Here’s something you can do. Queue up at Whole Foods first thing in the morning and consider the novelty of economic martial law…only to find the bread aisle empty. I have rather pointed thoughts as to the motivation of the hacks who diverted my beloved Los Angeles down this road. In the spirit of shared sacrifice and heeding the counsel of Mrs. U, I am putting my inner Tom Paine to the side for the time being.
Shorter UpintheValley: Toilet paper is the new bottle of wine.
Instead, let us consider the glory of homemade bread. Did you know you can make an entire batch of dough for $2? I didn’t. One batch = three or four loaves. Shape to suit your whimsy. Warm bread fresh from the oven tastes like nothing else, and for 65 cents a loaf makes the house smell like nostalgia for a childhood memory you never had. Why didn’t we always do this? Free Time, our abundant new houseguest, that’s why.
Maybe overall health will improve, she said optimistically. Perhaps people will get tired of empty calories and consume less processed food from the market. Maybe they’ll model reading for their children and both parents will tuck them in at night.
And he replied: People will continue to be themselves, only more so, and in a righteous mood.
You can also do this: rent a 20-foot bin, break out the sledgehammer, the pick, and the prybar and dig up your asphalt driveway. House arrest is the panacea for long-postponed projects. Taxing on the lower lumbar, restorative of the animal spirits.
You can take to the mountains with the dogs to discover five hundred other people were inspired to visit the same trail at the same time. Maybe I should try baking a banana cream pie, you hear a woman announce to her husband as she passes. No, you really shouldn’t, he replies. I promise I’ll eat it, you butt in, to collective laughter, and for a moment our metropolis is a curious polite little village where everyone lives six feet apart.
You can read and read and read. I wanted to get back into John Le Carre but the Los Angeles public library has him under lockdown, so I’m settling for E.M. Forster, who has not aged as well as the film adaptations.
You can watch and watch and watch, and soon enough Narcos: Mexico and Mindhunter are done, and then one is left thinking of Nemesis and Hubris and their role in our self-inflicted moment.
Yeah, this guy. Mr. 56%. But that’s a whole other essay I promised I wouldn’t write.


→ What you should do
Transcribe the listing below word for word.
━━━━━ Task material ━━━━━
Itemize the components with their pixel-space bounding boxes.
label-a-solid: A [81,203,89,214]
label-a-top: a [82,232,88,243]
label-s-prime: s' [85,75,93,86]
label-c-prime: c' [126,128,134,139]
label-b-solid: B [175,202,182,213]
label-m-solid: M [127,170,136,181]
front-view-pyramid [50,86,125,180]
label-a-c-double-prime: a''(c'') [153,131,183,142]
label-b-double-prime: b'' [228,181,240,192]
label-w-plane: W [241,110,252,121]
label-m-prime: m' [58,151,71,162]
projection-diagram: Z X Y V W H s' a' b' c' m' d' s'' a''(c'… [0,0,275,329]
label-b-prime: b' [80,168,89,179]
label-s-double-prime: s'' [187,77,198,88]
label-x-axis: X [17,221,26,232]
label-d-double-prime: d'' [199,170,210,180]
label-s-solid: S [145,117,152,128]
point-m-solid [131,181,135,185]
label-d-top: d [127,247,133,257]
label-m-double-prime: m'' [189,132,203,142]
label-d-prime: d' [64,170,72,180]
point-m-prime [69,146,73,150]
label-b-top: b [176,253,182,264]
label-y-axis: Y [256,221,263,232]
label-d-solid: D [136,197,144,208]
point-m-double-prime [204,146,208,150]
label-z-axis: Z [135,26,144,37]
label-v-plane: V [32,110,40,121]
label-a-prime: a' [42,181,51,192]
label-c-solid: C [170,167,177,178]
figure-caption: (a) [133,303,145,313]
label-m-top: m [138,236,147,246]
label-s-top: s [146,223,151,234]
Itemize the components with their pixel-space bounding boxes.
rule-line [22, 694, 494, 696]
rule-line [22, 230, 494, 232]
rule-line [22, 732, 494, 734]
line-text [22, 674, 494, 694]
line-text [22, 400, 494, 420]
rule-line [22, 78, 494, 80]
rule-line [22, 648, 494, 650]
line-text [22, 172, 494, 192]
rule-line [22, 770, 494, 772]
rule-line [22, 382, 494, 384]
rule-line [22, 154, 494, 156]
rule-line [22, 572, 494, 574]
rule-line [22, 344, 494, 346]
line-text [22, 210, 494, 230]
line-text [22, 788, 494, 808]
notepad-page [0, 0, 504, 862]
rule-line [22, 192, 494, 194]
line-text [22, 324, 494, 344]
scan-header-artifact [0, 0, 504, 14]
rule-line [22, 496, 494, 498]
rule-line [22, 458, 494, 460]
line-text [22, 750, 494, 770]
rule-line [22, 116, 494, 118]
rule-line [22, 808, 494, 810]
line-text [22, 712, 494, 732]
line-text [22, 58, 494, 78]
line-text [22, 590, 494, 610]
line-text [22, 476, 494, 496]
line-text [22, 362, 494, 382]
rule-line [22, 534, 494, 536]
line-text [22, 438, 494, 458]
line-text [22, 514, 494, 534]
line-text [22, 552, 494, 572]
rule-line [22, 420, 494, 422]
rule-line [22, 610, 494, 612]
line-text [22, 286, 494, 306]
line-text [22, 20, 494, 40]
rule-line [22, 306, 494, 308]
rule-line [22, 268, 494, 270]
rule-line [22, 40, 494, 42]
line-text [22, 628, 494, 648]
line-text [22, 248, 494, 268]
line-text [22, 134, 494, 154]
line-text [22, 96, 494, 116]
━━━━━
→ Response
Itemize the components with their pixel-space bounding boxes.
label-a-solid: A [81,203,89,214]
label-a-top: a [82,232,88,243]
label-s-prime: s' [85,75,93,86]
label-c-prime: c' [126,128,134,139]
label-b-solid: B [175,202,182,213]
label-m-solid: M [127,170,136,181]
front-view-pyramid [50,86,125,180]
label-a-c-double-prime: a''(c'') [153,131,183,142]
label-b-double-prime: b'' [228,181,240,192]
label-w-plane: W [241,110,252,121]
label-m-prime: m' [58,151,71,162]
projection-diagram: Z X Y V W H s' a' b' c' m' d' s'' a''(c'… [0,0,275,329]
label-b-prime: b' [80,168,89,179]
label-s-double-prime: s'' [187,77,198,88]
label-x-axis: X [17,221,26,232]
label-d-double-prime: d'' [199,170,210,180]
label-s-solid: S [145,117,152,128]
point-m-solid [131,181,135,185]
label-d-top: d [127,247,133,257]
label-m-double-prime: m'' [189,132,203,142]
label-d-prime: d' [64,170,72,180]
point-m-prime [69,146,73,150]
label-b-top: b [176,253,182,264]
label-y-axis: Y [256,221,263,232]
label-d-solid: D [136,197,144,208]
point-m-double-prime [204,146,208,150]
label-z-axis: Z [135,26,144,37]
label-v-plane: V [32,110,40,121]
label-a-prime: a' [42,181,51,192]
label-c-solid: C [170,167,177,178]
figure-caption: (a) [133,303,145,313]
label-m-top: m [138,236,147,246]
label-s-top: s [146,223,151,234]
Itemize the components with their pixel-space bounding boxes.
rule-line [22, 694, 494, 696]
rule-line [22, 230, 494, 232]
rule-line [22, 732, 494, 734]
line-text [22, 674, 494, 694]
line-text [22, 400, 494, 420]
rule-line [22, 78, 494, 80]
rule-line [22, 648, 494, 650]
line-text [22, 172, 494, 192]
rule-line [22, 770, 494, 772]
rule-line [22, 382, 494, 384]
rule-line [22, 154, 494, 156]
rule-line [22, 572, 494, 574]
rule-line [22, 344, 494, 346]
line-text [22, 210, 494, 230]
line-text [22, 788, 494, 808]
notepad-page [0, 0, 504, 862]
rule-line [22, 192, 494, 194]
line-text [22, 324, 494, 344]
scan-header-artifact [0, 0, 504, 14]
rule-line [22, 496, 494, 498]
rule-line [22, 458, 494, 460]
line-text [22, 750, 494, 770]
rule-line [22, 116, 494, 118]
rule-line [22, 808, 494, 810]
line-text [22, 712, 494, 732]
line-text [22, 58, 494, 78]
line-text [22, 590, 494, 610]
line-text [22, 476, 494, 496]
line-text [22, 362, 494, 382]
rule-line [22, 534, 494, 536]
line-text [22, 438, 494, 458]
line-text [22, 514, 494, 534]
line-text [22, 552, 494, 572]
rule-line [22, 420, 494, 422]
rule-line [22, 610, 494, 612]
line-text [22, 286, 494, 306]
line-text [22, 20, 494, 40]
rule-line [22, 306, 494, 308]
rule-line [22, 268, 494, 270]
rule-line [22, 40, 494, 42]
line-text [22, 628, 494, 648]
line-text [22, 248, 494, 268]
line-text [22, 134, 494, 154]
line-text [22, 96, 494, 116]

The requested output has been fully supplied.